Meet Corbin Shaw, Huck 81’s Artist in Residence

The Sheffield born artist talks about the people and places that shaped his practice for the latest issue of Huck.

Originally from Sheffield, South Yorkshire, artist Corbin Shaw explores ideas of masculinity through the medium of textiles. Best known for his unique take on the St George's cross, he pays homage to the people and places that have shaped his northern identity – the pub, football pitches and boxing gyms.

Using his ex-mining town upbringing, Corbin investigates masculinity and how that was defined to him growing up, breaking stigmas and stereotypes through his re-imagination of masculine 'icons' and objects.
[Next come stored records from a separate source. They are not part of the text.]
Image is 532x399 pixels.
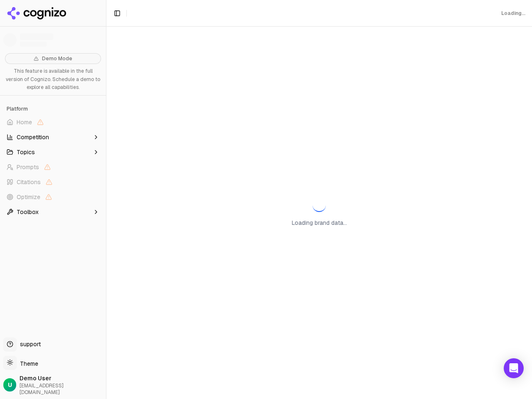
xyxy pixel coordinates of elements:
[17,148,35,156] span: Topics
[3,146,102,158] button: Topics
[20,382,102,395] span: [EMAIL_ADDRESS][DOMAIN_NAME]
[17,133,49,141] span: Competition
[8,380,12,389] span: U
[3,102,102,115] div: Platform
[292,218,347,227] p: Loading brand data...
[17,193,40,201] span: Optimize
[3,205,102,218] button: Toolbox
[17,163,39,171] span: Prompts
[3,130,102,144] button: Competition
[42,56,72,62] span: Demo Mode
[5,67,101,92] p: This feature is available in the full version of Cognizo. Schedule a demo to explore all capabili...
[17,118,32,126] span: Home
[504,358,524,378] div: Open Intercom Messenger
[20,374,102,382] span: Demo User
[17,178,41,186] span: Citations
[17,340,41,348] span: support
[17,208,39,216] span: Toolbox
[17,360,38,367] span: Theme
Corbin Shaw is Huck 81’s Artist-In-Residence

Corbin Shaw by Stanley Dickinson

You grew up watching football in Sheffield pubs. Was that where you first witnessed artistry and artistic expression?

There's a lot of art happening subliminally in spaces you wouldn't imagine. I think it's how you look at it. I was formed by those spaces, that's why they bleed out into my work. I didn't always see them as spaces of inspiration. It was only when I started to study art at university and started to study artists' work that was autobiographical. I was homesick at the time and feeling out of place at university. Reflecting on my relationship with the north, and Sheffield particularly, through my family and football, I never realised that my mundane could be interesting to someone else or relatable. I would come home to visit my dad and go to football with a completely different mindset. I felt as though I could see things clearer. That’s when I started to see the art in all of it. The songs, the dress code, the flags and banners, the spaces I knew so well were transformed for me.
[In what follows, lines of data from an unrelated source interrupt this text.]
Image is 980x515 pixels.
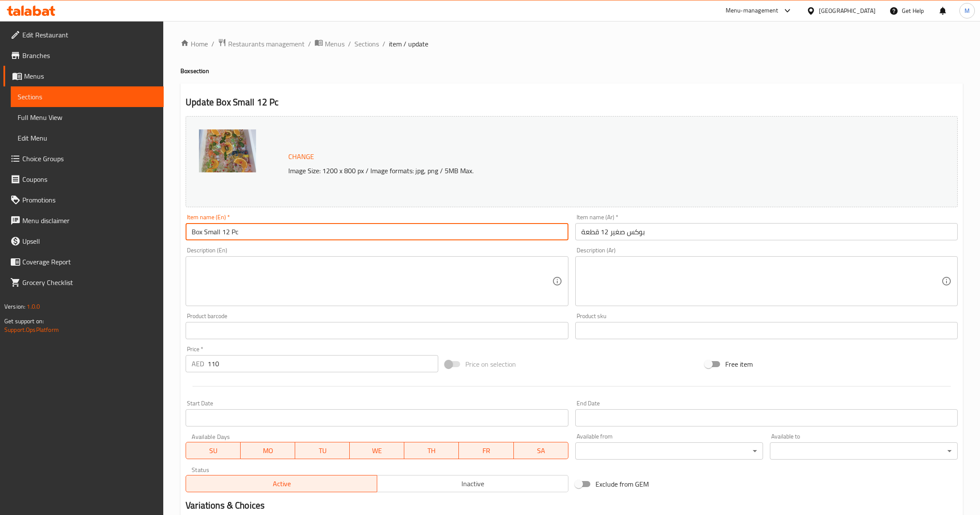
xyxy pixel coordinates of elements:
span: Branches [22,50,157,61]
span: Active [189,477,374,490]
input: Please enter price [207,355,438,372]
input: Please enter product barcode [185,322,568,339]
img: mmw_638101845228396251 [199,129,256,172]
span: TU [298,444,346,457]
a: Support.OpsPlatform [5,324,59,335]
button: WE [350,442,405,459]
button: Active [185,475,377,492]
div: [GEOGRAPHIC_DATA] [819,6,876,15]
span: SA [517,444,565,457]
span: M [964,6,969,15]
input: Please enter product sku [575,322,958,339]
a: Grocery Checklist [3,272,164,292]
span: WE [353,444,401,457]
span: Restaurants management [228,39,305,49]
a: Edit Menu [11,127,164,149]
button: TH [405,442,459,459]
span: TH [408,444,455,457]
span: Upsell [22,236,157,246]
div: ​ [575,442,763,460]
li: / [348,39,351,49]
span: 1.0.0 [26,301,40,312]
a: Menu disclaimer [3,210,164,231]
li: / [211,39,214,49]
span: Menus [325,39,344,49]
button: SA [514,442,568,459]
span: Promotions [22,195,157,205]
a: Edit Restaurant [3,24,164,45]
span: Choice Groups [22,153,157,164]
h2: Variations & Choices [185,499,958,512]
input: Enter name Ar [575,223,958,240]
button: TU [295,442,350,459]
button: Change [285,148,317,166]
a: Coupons [3,169,164,189]
a: Menus [315,38,344,50]
a: Choice Groups [3,149,164,169]
button: Inactive [377,475,568,492]
div: ​ [770,442,958,460]
span: Get support on: [5,316,44,327]
a: Home [180,39,208,49]
span: Edit Menu [18,133,157,143]
a: Coverage Report [3,252,164,272]
span: Price on selection [465,359,516,369]
button: FR [459,442,513,459]
span: Version: [5,301,25,312]
span: Exclude from GEM [595,479,649,489]
li: / [308,39,311,49]
a: Promotions [3,189,164,210]
span: Menu disclaimer [22,215,157,226]
a: Upsell [3,231,164,252]
span: SU [189,444,237,457]
a: Full Menu View [11,107,164,127]
input: Enter name En [185,223,568,240]
a: Menus [3,66,164,86]
h2: Update Box Small 12 Pc [185,96,958,109]
p: AED [191,359,204,369]
span: Inactive [381,477,565,490]
a: Branches [3,45,164,66]
span: Sections [18,92,157,102]
span: Free item [725,359,753,369]
span: FR [462,444,510,457]
span: Change [288,151,314,163]
nav: breadcrumb [180,38,963,50]
span: Edit Restaurant [22,30,157,40]
a: Restaurants management [218,38,305,50]
a: Sections [11,86,164,107]
p: Image Size: 1200 x 800 px / Image formats: jpg, png / 5MB Max. [285,166,844,176]
a: Sections [354,39,379,49]
button: SU [185,442,241,459]
span: Coverage Report [22,257,157,267]
li: / [382,39,385,49]
button: MO [241,442,295,459]
span: Full Menu View [18,112,157,123]
h4: Box section [180,67,963,75]
span: item / update [389,39,428,49]
span: Grocery Checklist [22,277,157,288]
span: Menus [24,71,157,81]
span: Coupons [22,174,157,184]
div: Menu-management [726,5,779,16]
span: MO [244,444,292,457]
Are you constantly noting down thought-provoking sentences in your journal for your artworks or do you have specific time allocated to coming up with them?

Both really. I’m inspired by what my parents and my friends say as well as adverts, TV, newspaper headlines, bathroom graffiti, football songs as well as Reddit forums, bits from books and podcasts. They are all the same to me. I think you’ve always got to be ‘on’ in a fun way. The role of the artist is just to notice things really, and say ‘this’ is important or interesting.

Have many men of your dad’s age have contacted you saying your work has affected them and helped them access their feelings?

I don't think that's in their nature, but a lot of the sons have. What has been surprising is connecting with people not just from England but abroad who have had similar feelings of alienation in the masculine arena. I never thought that making such personal work would have personal connections to people in Italy or South America.

Ed Hall has created many, many huge banners for Trade Union marches over the years from his shed in south London - are you influenced by his work?

Well, yes of course – who isn’t!?

Do you think the St George’s Cross will ever be fully embraced by the English public? It’s still very divisive.

I hope that I can play a part in deflating the old England and pointing the finger at the new England. England walks a tricky tightrope between pride and shame. I think it's important to dissolve the rigid structures of “what feels English?” The reason why I feel maybe music or folk could be the answer to all of this is because they are so open to interpretation.

Do you find it hard dealing with what can be pretentiousness in the art world or do you just bypass all that and get on with your own stuff?

I just keep my head down, really. But it depends on what you think is pretentious. I don't like the pretentiousness of art jargon and its ability to alienate people away from the gallery. But I don’t think all art has to make that much sense. I've been studying art properly now for seven years and I still feel like I know nothing. And that's fine.

If you were commissioned to make a St George’s flag you could see from space and you had free rein with it. What would you make it say?

Please get in touch.

A version of this story appeared in Huck 81. Get your copy here.